The AFP has failed to convince the FWC that the Australian Federal Police Association's "cursory" approach to providing a list of officers who wanted to continue wearing their "accoutrements and radios" while on strike at airports meant the industrial action was unprotected and should therefore be stopped.
The ETU's refusal to acknowledge that power network operator Transgrid alone dictates when emergency work is required provided the FWC sufficient reason to extend orders preventing certain protected industrial action for a further two months, according to a senior member.
The FWC has late today declined to expedite Transgrid's application for an intractable bargaining application against the ETU, after the power company last week won a two-month suspension of the union's protected action, but lost its bid to block an order for production of documents.
The CFMEU construction division's Queensland branch has suffered multiple setbacks in its bargaining stoush with the head contractor of the state's $7 billion Cross River Rail project, with workers voting up a new deal put directly by the company and the FWC separately issuing two orders stopping unprotected industrial action.
The FWC says it suspended certain ETU work bans on NSW's power transmission network because Transgrid "clearly established" the action threatened lives, safety, health or welfare, but the union is celebrating the rejection of the private operator's latest "substandard" offer.
After Woolworths again delayed backpaying short-changed distribution centre workers, the FWC has recommended the supermarket giant "do all that is necessary to ensure" it pays affected SDA members at the Brisbane distribution centre, by the end of this month.

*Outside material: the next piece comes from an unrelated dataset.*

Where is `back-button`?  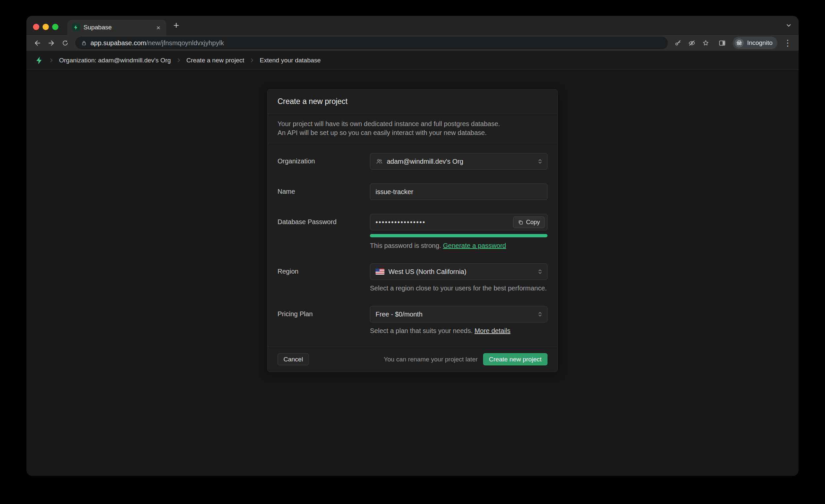
back-button is located at coordinates (38, 43).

The ACTU is recommending the FWC include more "practical detail" in its draft "right to disconnect" award term, to "spell out" what the Commission will consider when it determines whether or not a refusal is unreasonable and is also proposing a review in 12 months.
A new protected ballot agent seed-funded by the ACTU has won FWC approval, after establishing that it has taken steps to separate itself from the union peak body, which is seeking to give unions a fair and low-cost alternative to existing providers.
The proposed "right to disconnect" modern award clause is "mostly suitable", but should clarify that the entitlement is a "workplace right" within the meaning of the Fair Work Act's general protections provisions and specify the dispute resolution procedure to follow, an employment and contract law academic says.